Privacy
Privacy and consent
evrange.info is a lightweight, source-linked EV explorer. There are no user accounts, no checkout, and no public profile layer. The main experience is browsing a thin listing index, opening the original marketplace page, and optionally allowing preference storage or analytics if you choose to opt in.
What the site does now
- Loads the listing dataset needed to render the explorer.
- Keeps only a thin long-term index of active listings rather than a full source replica.
- Uses necessary in-browser state for core operation and the consent record itself.
- Stores optional preferences such as region, range mode, view mode, sort order, theme, and dismissed hints only if you opt in to preferences.
- Loads Google Analytics 4 only if you opt in to analytics.
- Sends visitors to third-party marketplace pages when they choose to open a listing.
What the site does not currently do
- No account system.
- No checkout or payment flow.
- No built-in messaging or comments.
- No personalized ad experience on the core explorer.
- No broad telemetry stream for render performance or deep behavioural profiling.
- No long-term storage of source images, seller names, seller contact details, or full raw listing text.
Third parties
Marketplace sites, Google Analytics when analytics consent is granted, and any future ad or sponsor destinations operate under their own policies and terms. Clicking out to those pages means leaving the direct control of evrange.info. The original listing remains the authoritative source for photos, seller identity, exact specification, and live availability.
Cookie and similar technology choices
The site separates storage and tracking into three groups:
- Necessary: core operation and the consent record.
- Preferences: region, view mode, sort order, range mode, theme, and dismissed helper messages across visits.
- Analytics: a narrow set of Google Analytics 4 product events such as launcher opens, view changes, model opens, and outbound listing clicks.
Preferences and analytics are off until you opt in. The site includes a persistent Privacy choices control so consent can be revisited later.
Current analytics boundary
The analytics setup is intentionally narrow. It exists to understand whether the product is being used, not to maximise data collection. Google Analytics is not loaded until analytics consent is granted, ad-related storage stays denied, IP anonymisation stays enabled, and technical performance metrics remain local debug signals rather than a persisted analytics stream.
The differentiating product work is not broad user surveillance. It is the site's own EV-specific derived analysis: range references, degradation logic, confidence tiers, cross-source dedupe, and other decision aids built on top of a thin source-linked index.
Consent controls and renewal
The site shows privacy choices on first visit, offers a rejection path that is as direct as acceptance, and allows you to reopen those choices later through the persistent privacy button. Consent records are stored for a limited period and should be refreshed periodically rather than assumed forever.
Listing-data boundary
The long-term listing store is intentionally narrow. The site keeps source links, coarse county-level location, and the fields needed for EV comparison and derived range logic. It does not aim to be a permanent mirror of the source marketplace page.
County-level distance is an approximation derived from county centroids, not a stored seller address or exact seller pin.
Retention and takedowns
Operational listing snapshots are kept on a short retention window and older runtime payloads are pruned rather than kept indefinitely. If a listing should be removed or corrected, the published contact route should be used so it can be suppressed from the index and the next publish cycle.
Consent and ad boundary
No broader ads or analytics should be treated as settled just because a narrow consent flow now exists. Any serious expansion of AdSense, more invasive measurement, or personalised ad behaviour still needs separate review for user trust, legal fit, and platform policy.
Updates and contact
If the product later adds richer contact routes, account features, broader ads, or more data collection, this page should become more specific rather than staying vague. The public feedback and enquiry route lives on the Contact page.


_The problem_: The line containing "Find <b>car</b> bbox." marks where copying starts, so set down that line and each one after it exactly, through the end of the records.

_Dataset extract_:
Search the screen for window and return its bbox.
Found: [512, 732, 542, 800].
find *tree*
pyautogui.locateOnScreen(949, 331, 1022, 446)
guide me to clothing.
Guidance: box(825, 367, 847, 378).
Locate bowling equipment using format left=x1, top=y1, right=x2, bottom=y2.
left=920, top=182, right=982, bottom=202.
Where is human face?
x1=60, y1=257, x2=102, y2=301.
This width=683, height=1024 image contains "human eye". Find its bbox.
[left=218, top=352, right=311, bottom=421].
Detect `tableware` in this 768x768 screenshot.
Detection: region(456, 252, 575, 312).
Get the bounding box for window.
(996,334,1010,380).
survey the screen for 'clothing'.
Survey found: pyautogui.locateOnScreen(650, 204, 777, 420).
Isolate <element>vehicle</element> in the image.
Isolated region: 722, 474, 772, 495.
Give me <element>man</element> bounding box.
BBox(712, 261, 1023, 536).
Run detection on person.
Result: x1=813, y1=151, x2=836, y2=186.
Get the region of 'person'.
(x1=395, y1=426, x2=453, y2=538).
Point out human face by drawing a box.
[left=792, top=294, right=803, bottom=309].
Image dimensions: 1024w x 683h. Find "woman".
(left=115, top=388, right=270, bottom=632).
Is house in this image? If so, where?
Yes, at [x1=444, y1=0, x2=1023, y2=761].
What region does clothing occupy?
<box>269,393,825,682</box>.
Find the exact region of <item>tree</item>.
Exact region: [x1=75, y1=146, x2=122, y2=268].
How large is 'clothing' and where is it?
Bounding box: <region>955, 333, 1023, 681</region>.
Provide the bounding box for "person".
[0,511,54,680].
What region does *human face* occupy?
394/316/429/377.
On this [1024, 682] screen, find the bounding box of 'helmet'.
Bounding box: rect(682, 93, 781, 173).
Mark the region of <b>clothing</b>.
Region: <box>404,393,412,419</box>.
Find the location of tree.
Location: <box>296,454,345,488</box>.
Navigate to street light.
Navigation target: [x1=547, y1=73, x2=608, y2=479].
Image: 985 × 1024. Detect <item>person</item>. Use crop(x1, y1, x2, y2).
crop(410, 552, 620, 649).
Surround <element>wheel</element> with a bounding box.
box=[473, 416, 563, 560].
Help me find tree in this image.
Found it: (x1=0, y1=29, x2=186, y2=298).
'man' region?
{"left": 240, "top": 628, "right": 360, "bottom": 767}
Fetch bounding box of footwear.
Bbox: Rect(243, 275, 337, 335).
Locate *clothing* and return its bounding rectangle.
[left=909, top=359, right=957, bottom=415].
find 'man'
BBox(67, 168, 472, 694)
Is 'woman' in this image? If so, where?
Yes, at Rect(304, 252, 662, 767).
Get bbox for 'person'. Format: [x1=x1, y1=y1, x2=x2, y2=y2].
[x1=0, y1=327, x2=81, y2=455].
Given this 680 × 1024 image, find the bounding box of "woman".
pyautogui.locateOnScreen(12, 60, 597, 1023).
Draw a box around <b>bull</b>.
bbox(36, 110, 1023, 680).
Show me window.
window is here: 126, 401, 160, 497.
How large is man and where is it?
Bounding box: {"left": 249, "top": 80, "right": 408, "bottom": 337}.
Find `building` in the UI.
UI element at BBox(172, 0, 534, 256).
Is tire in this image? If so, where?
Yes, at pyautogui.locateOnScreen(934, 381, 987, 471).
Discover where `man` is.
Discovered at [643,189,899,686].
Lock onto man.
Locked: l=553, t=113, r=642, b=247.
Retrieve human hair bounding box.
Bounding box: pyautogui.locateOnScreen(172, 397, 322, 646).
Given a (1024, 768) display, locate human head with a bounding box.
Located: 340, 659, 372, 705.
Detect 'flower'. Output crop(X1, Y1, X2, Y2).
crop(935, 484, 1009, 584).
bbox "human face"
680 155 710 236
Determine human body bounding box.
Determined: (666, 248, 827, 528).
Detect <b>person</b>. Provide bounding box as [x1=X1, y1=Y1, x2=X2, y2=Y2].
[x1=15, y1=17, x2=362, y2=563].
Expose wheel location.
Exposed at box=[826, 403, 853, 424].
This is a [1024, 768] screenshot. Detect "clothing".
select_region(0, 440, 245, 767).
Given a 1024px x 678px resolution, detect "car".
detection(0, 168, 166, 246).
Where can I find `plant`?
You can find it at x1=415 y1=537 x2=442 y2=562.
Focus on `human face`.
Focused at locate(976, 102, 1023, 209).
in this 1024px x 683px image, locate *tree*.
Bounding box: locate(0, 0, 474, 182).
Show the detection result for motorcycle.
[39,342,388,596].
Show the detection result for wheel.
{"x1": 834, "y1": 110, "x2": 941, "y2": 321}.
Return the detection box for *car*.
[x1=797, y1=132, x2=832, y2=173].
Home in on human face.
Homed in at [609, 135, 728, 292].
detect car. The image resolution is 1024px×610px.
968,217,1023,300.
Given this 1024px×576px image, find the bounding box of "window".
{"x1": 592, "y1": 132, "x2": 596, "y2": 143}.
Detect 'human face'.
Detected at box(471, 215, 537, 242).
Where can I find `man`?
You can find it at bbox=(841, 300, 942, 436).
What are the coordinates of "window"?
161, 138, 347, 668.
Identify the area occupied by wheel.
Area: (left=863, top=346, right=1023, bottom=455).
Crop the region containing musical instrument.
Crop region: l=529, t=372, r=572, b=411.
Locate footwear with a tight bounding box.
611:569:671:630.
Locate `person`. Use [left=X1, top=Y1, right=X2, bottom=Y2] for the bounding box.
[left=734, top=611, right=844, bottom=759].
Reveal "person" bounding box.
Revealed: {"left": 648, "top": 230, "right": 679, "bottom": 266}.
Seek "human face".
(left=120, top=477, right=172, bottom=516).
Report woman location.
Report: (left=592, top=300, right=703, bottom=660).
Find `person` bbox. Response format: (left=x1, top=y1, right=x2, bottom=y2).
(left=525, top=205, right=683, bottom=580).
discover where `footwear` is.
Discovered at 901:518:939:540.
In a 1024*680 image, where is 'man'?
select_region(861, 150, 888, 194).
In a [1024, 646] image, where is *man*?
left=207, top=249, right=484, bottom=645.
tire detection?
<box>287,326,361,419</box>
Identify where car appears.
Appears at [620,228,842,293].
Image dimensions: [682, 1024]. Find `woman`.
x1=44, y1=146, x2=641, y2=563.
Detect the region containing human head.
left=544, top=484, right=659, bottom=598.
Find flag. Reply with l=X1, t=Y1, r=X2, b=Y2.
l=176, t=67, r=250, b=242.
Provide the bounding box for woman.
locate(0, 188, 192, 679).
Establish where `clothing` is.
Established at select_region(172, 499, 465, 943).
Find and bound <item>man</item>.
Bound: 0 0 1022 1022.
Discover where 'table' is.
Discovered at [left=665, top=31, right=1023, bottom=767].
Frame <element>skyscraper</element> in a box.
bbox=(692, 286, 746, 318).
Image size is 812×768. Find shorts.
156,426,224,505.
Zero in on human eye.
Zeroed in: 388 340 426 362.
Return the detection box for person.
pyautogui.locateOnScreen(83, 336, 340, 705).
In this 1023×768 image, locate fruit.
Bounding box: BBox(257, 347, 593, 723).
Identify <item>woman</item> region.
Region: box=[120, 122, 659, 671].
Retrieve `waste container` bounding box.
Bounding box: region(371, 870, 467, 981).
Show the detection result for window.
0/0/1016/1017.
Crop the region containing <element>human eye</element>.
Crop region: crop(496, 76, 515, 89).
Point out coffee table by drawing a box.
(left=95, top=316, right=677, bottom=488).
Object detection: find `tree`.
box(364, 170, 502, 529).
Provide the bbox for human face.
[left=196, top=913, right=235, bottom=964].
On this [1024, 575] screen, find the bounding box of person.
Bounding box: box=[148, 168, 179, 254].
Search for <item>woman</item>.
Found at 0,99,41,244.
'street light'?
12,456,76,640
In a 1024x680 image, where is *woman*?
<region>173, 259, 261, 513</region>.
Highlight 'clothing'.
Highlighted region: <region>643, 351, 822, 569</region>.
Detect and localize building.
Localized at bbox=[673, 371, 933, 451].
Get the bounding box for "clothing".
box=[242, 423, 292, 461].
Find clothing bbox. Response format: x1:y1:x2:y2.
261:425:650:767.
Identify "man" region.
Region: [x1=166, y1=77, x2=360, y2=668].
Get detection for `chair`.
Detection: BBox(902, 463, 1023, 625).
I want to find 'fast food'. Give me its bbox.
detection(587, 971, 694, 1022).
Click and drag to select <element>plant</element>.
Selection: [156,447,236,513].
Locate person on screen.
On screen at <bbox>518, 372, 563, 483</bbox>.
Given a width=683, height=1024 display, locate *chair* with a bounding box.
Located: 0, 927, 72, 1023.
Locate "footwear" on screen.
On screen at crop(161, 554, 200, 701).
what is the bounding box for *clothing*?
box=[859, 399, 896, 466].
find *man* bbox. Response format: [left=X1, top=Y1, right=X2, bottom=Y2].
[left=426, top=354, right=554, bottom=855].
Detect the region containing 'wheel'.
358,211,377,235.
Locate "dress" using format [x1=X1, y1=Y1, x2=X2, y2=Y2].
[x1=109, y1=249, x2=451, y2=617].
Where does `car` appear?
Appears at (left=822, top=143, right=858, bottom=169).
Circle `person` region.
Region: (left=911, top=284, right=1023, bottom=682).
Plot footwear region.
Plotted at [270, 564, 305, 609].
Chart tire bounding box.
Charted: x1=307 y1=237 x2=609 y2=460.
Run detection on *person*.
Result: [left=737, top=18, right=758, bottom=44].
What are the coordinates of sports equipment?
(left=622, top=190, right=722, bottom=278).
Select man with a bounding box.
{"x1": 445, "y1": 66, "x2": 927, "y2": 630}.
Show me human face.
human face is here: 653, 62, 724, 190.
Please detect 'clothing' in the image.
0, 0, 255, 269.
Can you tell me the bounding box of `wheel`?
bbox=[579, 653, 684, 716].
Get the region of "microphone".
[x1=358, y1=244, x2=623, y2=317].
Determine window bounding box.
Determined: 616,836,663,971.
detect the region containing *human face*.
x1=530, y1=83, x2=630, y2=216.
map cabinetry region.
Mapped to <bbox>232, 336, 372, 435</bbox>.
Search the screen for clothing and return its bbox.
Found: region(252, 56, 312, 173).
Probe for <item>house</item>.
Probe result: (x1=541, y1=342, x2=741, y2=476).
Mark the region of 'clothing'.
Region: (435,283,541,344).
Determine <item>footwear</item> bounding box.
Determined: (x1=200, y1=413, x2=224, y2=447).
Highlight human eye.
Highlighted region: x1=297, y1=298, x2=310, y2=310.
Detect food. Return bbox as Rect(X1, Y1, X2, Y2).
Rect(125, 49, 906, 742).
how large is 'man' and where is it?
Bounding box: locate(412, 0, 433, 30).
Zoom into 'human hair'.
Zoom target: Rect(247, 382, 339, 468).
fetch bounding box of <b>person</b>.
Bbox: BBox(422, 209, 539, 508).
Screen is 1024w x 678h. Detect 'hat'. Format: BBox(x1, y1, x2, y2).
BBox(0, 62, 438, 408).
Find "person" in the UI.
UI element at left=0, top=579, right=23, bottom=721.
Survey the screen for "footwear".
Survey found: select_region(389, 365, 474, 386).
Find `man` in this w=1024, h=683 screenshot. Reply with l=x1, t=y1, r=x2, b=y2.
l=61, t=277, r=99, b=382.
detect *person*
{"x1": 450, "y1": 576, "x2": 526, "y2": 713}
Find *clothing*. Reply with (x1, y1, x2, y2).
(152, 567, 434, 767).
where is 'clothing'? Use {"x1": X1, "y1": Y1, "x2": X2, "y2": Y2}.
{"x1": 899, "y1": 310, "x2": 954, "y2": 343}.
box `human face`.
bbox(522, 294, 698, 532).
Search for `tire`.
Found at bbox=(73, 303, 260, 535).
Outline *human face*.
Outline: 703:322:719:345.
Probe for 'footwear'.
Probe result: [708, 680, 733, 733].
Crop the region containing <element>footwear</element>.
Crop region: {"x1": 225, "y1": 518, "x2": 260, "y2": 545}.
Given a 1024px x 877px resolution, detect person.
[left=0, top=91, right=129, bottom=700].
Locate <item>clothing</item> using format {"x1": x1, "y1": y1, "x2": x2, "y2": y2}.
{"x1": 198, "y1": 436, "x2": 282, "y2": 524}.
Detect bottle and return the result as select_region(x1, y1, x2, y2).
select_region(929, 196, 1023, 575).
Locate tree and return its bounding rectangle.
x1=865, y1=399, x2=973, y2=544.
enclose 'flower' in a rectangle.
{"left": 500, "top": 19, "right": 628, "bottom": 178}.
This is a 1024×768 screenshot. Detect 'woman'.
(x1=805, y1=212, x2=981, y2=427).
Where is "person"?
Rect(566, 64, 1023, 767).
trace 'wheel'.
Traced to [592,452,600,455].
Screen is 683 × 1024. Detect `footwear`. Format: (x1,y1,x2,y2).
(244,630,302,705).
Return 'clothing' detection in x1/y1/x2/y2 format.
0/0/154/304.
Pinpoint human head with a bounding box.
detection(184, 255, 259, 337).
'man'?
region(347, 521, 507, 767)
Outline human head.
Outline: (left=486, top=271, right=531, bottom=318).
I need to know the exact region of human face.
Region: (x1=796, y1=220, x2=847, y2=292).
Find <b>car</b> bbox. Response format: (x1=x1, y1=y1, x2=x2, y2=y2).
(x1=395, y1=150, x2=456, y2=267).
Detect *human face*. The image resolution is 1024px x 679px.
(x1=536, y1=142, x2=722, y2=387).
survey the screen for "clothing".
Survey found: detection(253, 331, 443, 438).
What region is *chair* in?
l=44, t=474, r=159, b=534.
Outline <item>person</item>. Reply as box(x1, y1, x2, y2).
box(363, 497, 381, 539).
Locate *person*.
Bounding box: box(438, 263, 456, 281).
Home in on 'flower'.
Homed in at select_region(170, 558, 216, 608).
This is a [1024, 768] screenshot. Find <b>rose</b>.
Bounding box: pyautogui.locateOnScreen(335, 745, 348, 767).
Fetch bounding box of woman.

_Result_:
Find <b>car</b> bbox. Response format: (x1=x1, y1=y1, x2=x2, y2=y2).
(x1=395, y1=150, x2=456, y2=267).
Detect *human face*. The image resolution is 1024px x 679px.
(x1=536, y1=142, x2=722, y2=387).
survey the screen for "clothing".
Survey found: detection(253, 331, 443, 438).
What region is *chair* in?
l=44, t=474, r=159, b=534.
Outline <item>person</item>. Reply as box(x1, y1, x2, y2).
box(363, 497, 381, 539).
Locate *person*.
Bounding box: box(438, 263, 456, 281).
Home in on 'flower'.
Homed in at select_region(170, 558, 216, 608).
This is a [1024, 768] screenshot. Find <b>rose</b>.
Bounding box: pyautogui.locateOnScreen(335, 745, 348, 767).
Fetch bounding box of woman.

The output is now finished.